Government spending on pet projects does not end there. Another $30 billion is to be spent on F-35 jet fighters. Billions more on foreign military bases. Who is footing the bill for all this? Don’t expect Harper to ask the country’s largest, most profitable corporations for their fair share. The answer, of course, is you. The Harper Government will move the tax burden onto the middle class and Canada’s 2.5 million small businesses in order to pay for these ideological projects. In fact the shift has already begun; the HST helped launch a new era of increased taxes on consumers and families. As the most profitable corporations continue to receive billions in tax handouts, the middle class and small businesses are forced to bear the tax burden.

But tax increases alone will not provide enough money for these ideological priorities. The government has manufactured a crisis in Old Age Security, which they claim will not be able to support Canada’s aging population soon. Despite millions of aging workers and low income seniors who depend on OAS to stay out of poverty, the government has suggested increasing the age of eligibility from 65 to 67. Harper’s claim that the program is unsustainable is contradicted by the government’s own budget watchdog, whose report says it is affordable and fiscally sustainable over the long term. But by cutting OAS and taking money away from Canada’s seniors, Harper will have more to pay for pet projects.

In this way, many think Stephen Harper is purposely crippling the federal government’s future fiscal capacity to engage positively in many sectors of society. By shifting traditional government responsibilities onto the private sector, Harper will achieve his long-term goal of smaller government. For example, after the omnibus crime bill greatly expands our prison system to the point of unaffordability, the Conservatives will claim that we can no longer pay for it – and prisons need to be privatized. The cost will be that most of the public services we rely on will be at the mercy of profit. Health care, education, infrastructure, environmental protection, and many public services we value will be reduced dramatically because large corporations are to be taxed at less than half the rate of taxation in the U.S.
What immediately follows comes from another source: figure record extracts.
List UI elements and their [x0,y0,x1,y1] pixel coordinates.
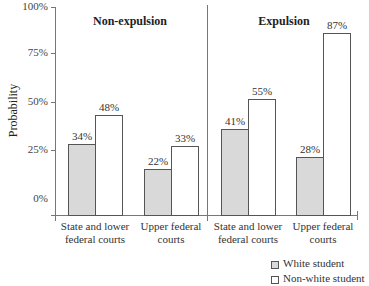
bar-nonexp-upper-white [144,169,172,216]
bar-exp-upper-nonwhite [323,33,351,216]
ytick-25: 25% [8,143,48,155]
bar-label-28: 28% [290,143,330,155]
bar-exp-upper-white [296,157,324,216]
legend-label-nonwhite: Non-white student [283,272,365,284]
y-axis-label: Probability [6,71,21,151]
bar-label-22: 22% [138,155,178,167]
bar-nonexp-state-white [68,144,96,216]
bar-label-48: 48% [89,101,129,113]
x-axis-end-tick [357,211,358,220]
ytick-50: 50% [8,95,48,107]
xlabel-exp-upper: Upper federal courts [273,220,369,246]
legend-swatch-white [271,261,279,269]
legend-swatch-nonwhite [271,276,279,284]
xlabel-line2: courts [273,233,369,246]
ytick-0: 0% [8,192,48,204]
bar-label-41: 41% [215,115,255,127]
ytick-75: 75% [8,46,48,58]
ytick-100: 100% [8,0,48,12]
bar-exp-state-white [221,129,249,216]
xlabel-line1: Upper federal [273,220,369,233]
y-axis-line [55,7,56,221]
panel-divider [207,5,208,221]
panel-title-non-expulsion: Non-expulsion [70,14,190,29]
bar-label-55: 55% [242,85,282,97]
legend-label-white: White student [283,257,344,269]
bar-label-34: 34% [62,130,102,142]
bar-label-87: 87% [317,19,357,31]
bar-label-33: 33% [165,132,205,144]
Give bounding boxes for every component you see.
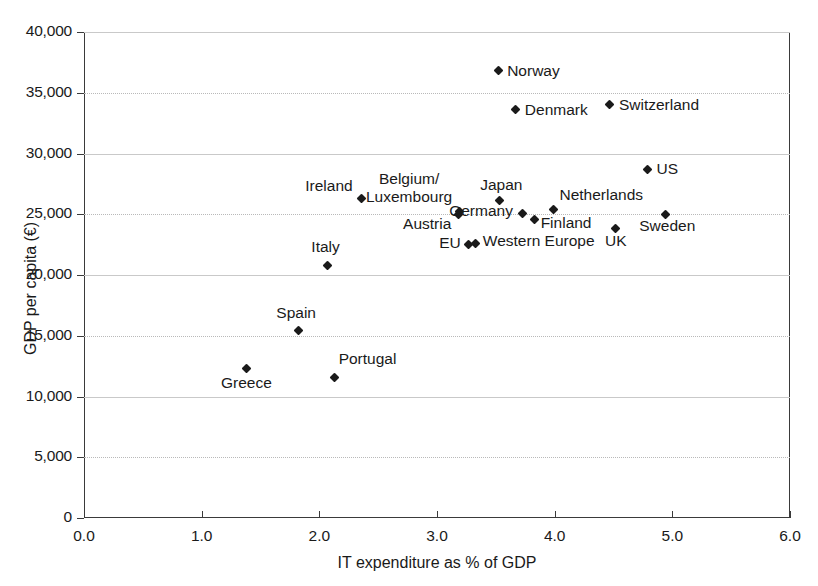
- data-point-label: UK: [605, 233, 627, 249]
- data-point-label: EU: [439, 235, 461, 251]
- x-tick-label: 2.0: [279, 527, 359, 545]
- data-point-label: Sweden: [639, 218, 695, 234]
- x-tick-mark: [319, 511, 320, 518]
- y-tick-mark: [77, 93, 84, 94]
- x-axis-title: IT expenditure as % of GDP: [84, 554, 790, 572]
- y-tick-label: 25,000: [0, 204, 72, 222]
- x-tick-label: 4.0: [515, 527, 595, 545]
- gridline-y: [84, 457, 790, 458]
- data-point-label: Germany: [449, 203, 513, 219]
- x-tick-label: 1.0: [162, 527, 242, 545]
- data-point-label: Japan: [480, 177, 522, 193]
- data-point-label: Italy: [311, 239, 339, 255]
- data-point-label: Finland: [541, 215, 592, 231]
- y-tick-mark: [77, 214, 84, 215]
- gridline-y: [84, 154, 790, 155]
- data-point-label: Austria: [403, 216, 451, 232]
- x-tick-mark: [790, 511, 791, 518]
- y-axis-title: GDP per capita (€): [22, 222, 40, 355]
- y-tick-mark: [77, 457, 84, 458]
- y-tick-label: 5,000: [0, 447, 72, 465]
- x-tick-mark: [672, 511, 673, 518]
- x-tick-label: 5.0: [632, 527, 712, 545]
- gridline-y: [84, 275, 790, 276]
- gridline-y: [84, 93, 790, 94]
- data-point-label: Switzerland: [619, 97, 699, 113]
- gridline-y: [84, 32, 790, 33]
- data-point-label: Spain: [276, 305, 316, 321]
- y-tick-mark: [77, 154, 84, 155]
- x-tick-mark: [84, 511, 85, 518]
- x-tick-label: 6.0: [750, 527, 818, 545]
- gridline-y: [84, 397, 790, 398]
- x-tick-label: 3.0: [397, 527, 477, 545]
- data-point-label: Portugal: [339, 351, 397, 367]
- data-point-label: Norway: [507, 63, 560, 79]
- y-tick-label: 35,000: [0, 83, 72, 101]
- data-point-label: Ireland: [305, 178, 352, 194]
- y-tick-mark: [77, 32, 84, 33]
- data-point-label: Greece: [221, 375, 272, 391]
- x-tick-mark: [437, 511, 438, 518]
- scatter-chart: 05,00010,00015,00020,00025,00030,00035,0…: [0, 0, 818, 586]
- x-tick-mark: [555, 511, 556, 518]
- y-tick-mark: [77, 518, 84, 519]
- y-tick-label: 0: [0, 508, 72, 526]
- y-tick-label: 40,000: [0, 22, 72, 40]
- data-point-label: US: [657, 161, 679, 177]
- y-tick-mark: [77, 275, 84, 276]
- x-tick-mark: [202, 511, 203, 518]
- data-point-label: Belgium/Luxembourg: [366, 170, 452, 205]
- x-tick-label: 0.0: [44, 527, 124, 545]
- y-tick-mark: [77, 336, 84, 337]
- y-tick-label: 30,000: [0, 144, 72, 162]
- data-point-label: Western Europe: [483, 233, 595, 249]
- data-point-label: Netherlands: [559, 187, 643, 203]
- y-tick-label: 10,000: [0, 387, 72, 405]
- y-tick-mark: [77, 397, 84, 398]
- gridline-y: [84, 336, 790, 337]
- data-point-label: Denmark: [525, 102, 588, 118]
Stephen Harper will use the 2012 budget to steer Canada in a new direction. When we consider the budget we must look at the big picture. We have to remain vigilant to ensure that the government itself – and programs Canadians rely on – is not put in jeopardy over the long term. Budgets are opportunities for governments to lay out a plan to improve the future quality of life for all Canadians. It should not serve as an ideological playground for Harper’s Conservative agenda to sabotage Canada’s seniors, children and grandchildren.